While neither you nor I were around for the 50’s, I would be interested in a cite for the ideas that kids are more often now given the message that “sex is dirty and wrong and it’ll ruin your life” and the worst you had to worry about was disappointing your parents. I believe girls were indeed given that message, and often faced more serious consequences than parental disappointment if their sexual activity became known. Perhaps you were only speaking of teenage boys?
The simple answer to a complicated question is: Of COURSE! Are you kidding?
But there’s much scarier information and answers in this topic. Like the fact that sexual activity can be pleasurable for very young children with much older people. That is actually frequently the biggest reason for psychological trauma: guilt and shame. The child usually has some degree of understanding that what’s happening is wrong, then, if it feels good, they are bad.
Ask Oprah.
This is such a complicated subject, and people want so much for it to be simple. But it isn’t.
I guess it depends on who initiates it and if you think it’s wrong. I initiated sex with a 21 yr old neighbor at the age of 10 and I didn’t feel it was wrong in any way. Didn’t feel any guilt over it at all.
What if it’s a case of an older person grooming a younger person? The way pedophiles often do with younger victims who then think that the sex was all their idea?
Just did- found a story from January about some unidentified kids on CNN and a a story about an 18 year old convicted after sending nude photos of his 16 year old girlfriend to her family and friends after an argument ,and a link on the dope to a story on ABC which identified a boy who received a photo of a girl exposing her breasts which was apparently being distributed by the girl's boyfriend. I haven't seen an actual kid on CNN, just a story about a practice and one about an adult, and the ABC story is about a boy who wasn't involved in any sexual activity at all. If any of the kids in the ABC story go to jail (and I doubt any will) it will be for distributing/possessing child pornography, not for any sort of sexual activity. I doubt the juveniles will go to jail, when the adult with the felony conviction got probation.
Do laws regarding child pornography need to be tweaked a bit? Maybe. Is it more repressive than the 50s? Maybe for the boys. Are teenagers thinking sex is dirty? Are you kidding - if they had received the message that sex is dirty, it's unlikely the girls would posed for the photos. Ask a woman who was a teenager in the 50's what would have happened if she distributed topless photos of herself around town.

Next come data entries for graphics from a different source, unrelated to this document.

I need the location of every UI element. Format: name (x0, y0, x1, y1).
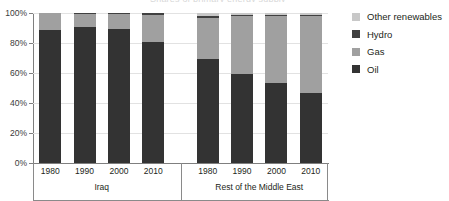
x-axis-tick-label: 1990 (68, 166, 102, 176)
plot-area: 0%20%40%60%80%100% (33, 13, 328, 163)
y-axis-tick (29, 13, 33, 14)
legend-item[interactable]: Other renewables (352, 12, 442, 22)
bar-stack[interactable] (197, 13, 219, 163)
x-axis-tick-label: 1990 (225, 166, 259, 176)
group-separator (327, 163, 328, 201)
legend-item-label: Oil (367, 65, 379, 75)
bar-stack[interactable] (39, 13, 61, 163)
bar-segment-gas[interactable] (265, 16, 287, 83)
x-axis-group-label: Rest of the Middle East (215, 182, 303, 192)
chart-title-cutoff: Shares of primary energy supply (150, 0, 340, 2)
y-axis-tick-label: 100% (5, 8, 27, 18)
bar-segment-oil[interactable] (74, 27, 96, 163)
y-axis-tick (29, 43, 33, 44)
legend-swatch-icon (352, 30, 360, 38)
bar-stack[interactable] (74, 13, 96, 163)
y-axis-tick (29, 133, 33, 134)
bar-segment-gas[interactable] (74, 14, 96, 28)
bar-segment-oil[interactable] (265, 83, 287, 163)
y-axis-tick-label: 20% (10, 128, 27, 138)
y-axis-tick-label: 80% (10, 38, 27, 48)
bar-segment-oil[interactable] (108, 29, 130, 163)
y-axis-tick-label: 60% (10, 68, 27, 78)
x-axis-tick-label: 2000 (259, 166, 293, 176)
group-separator (33, 163, 34, 201)
x-axis-tick-label: 1980 (191, 166, 225, 176)
y-axis-tick (29, 73, 33, 74)
legend-item-label: Other renewables (367, 12, 442, 22)
x-axis-tick-label: 2010 (294, 166, 328, 176)
bar-segment-oil[interactable] (300, 93, 322, 163)
y-axis-tick-label: 40% (10, 98, 27, 108)
bar-segment-gas[interactable] (231, 16, 253, 74)
bar-segment-oil[interactable] (231, 74, 253, 163)
legend-item[interactable]: Gas (352, 47, 442, 57)
bar-segment-oil[interactable] (39, 30, 61, 163)
x-axis-tick-label: 2010 (136, 166, 170, 176)
chart-legend: Other renewablesHydroGasOil (352, 12, 442, 74)
bar-segment-gas[interactable] (108, 14, 130, 29)
x-axis-tick-label: 2000 (102, 166, 136, 176)
legend-item-label: Hydro (367, 30, 392, 40)
x-axis-tick-label: 1980 (33, 166, 67, 176)
y-axis-tick-label: 0% (15, 158, 27, 168)
bar-stack[interactable] (300, 13, 322, 163)
bar-segment-oil[interactable] (142, 42, 164, 164)
legend-swatch-icon (352, 65, 360, 73)
bar-stack[interactable] (265, 13, 287, 163)
bar-segment-gas[interactable] (39, 13, 61, 30)
category-axis: 1980199020002010Iraq1980199020002010Rest… (33, 163, 329, 201)
legend-item-label: Gas (367, 47, 384, 57)
legend-swatch-icon (352, 48, 360, 56)
bar-segment-oil[interactable] (197, 59, 219, 163)
bar-segment-gas[interactable] (142, 15, 164, 42)
y-axis-tick (29, 103, 33, 104)
legend-swatch-icon (352, 13, 360, 21)
legend-item[interactable]: Hydro (352, 30, 442, 40)
stacked-bar-chart: Shares of primary energy supply 0%20%40%… (0, 0, 449, 201)
x-axis-group-label: Iraq (94, 182, 109, 192)
bar-stack[interactable] (231, 13, 253, 163)
bar-segment-gas[interactable] (197, 18, 219, 59)
bar-segment-gas[interactable] (300, 16, 322, 93)
group-separator (181, 163, 182, 201)
bar-stack[interactable] (142, 13, 164, 163)
bar-stack[interactable] (108, 13, 130, 163)
legend-item[interactable]: Oil (352, 65, 442, 75)
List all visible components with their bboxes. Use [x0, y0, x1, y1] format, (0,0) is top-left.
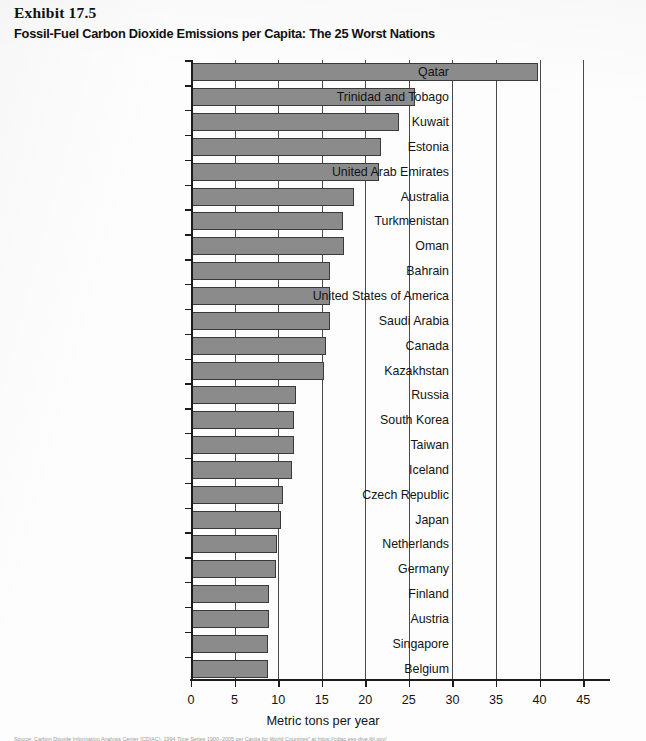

Molestation or rape will always be traumatic. “Sex” however, has no need of being traumatizing. There’s whole cultures where giving fellatio as a child was considered the norm, or where you’re supposed to kiss your child’s genitals.
It’s a question of the intent and how it is received that determines everything.
You mean the girls involved with the sexting, right?
" Look at us, we’re being bad " or “wild” - maybe for some of them. But that doesn’t mean they actually believe sex is dirty.
Look, I’m not arguing that this is the appropriate way to deal with it. Doesn’t mean it should always be a personal, parental issue either - when a boyfriend sends nude photos of his girlfriend out after an argument, it might not be porn but neither is it a private ,parental issue. If you want to back down about the 50’s being less repressive and teenagers now getting the message that sex is dirty , fine. If not , precisely what do you believe would have happened to a teenage girl in the 50s if she gave her boyfriend a topless photo of herself, and he then distributed it around town after a fight? If you think her parents would have a talk with her and she would be grounded for a few days, you’re wrong. That might be what happened to him, but certainly not to her.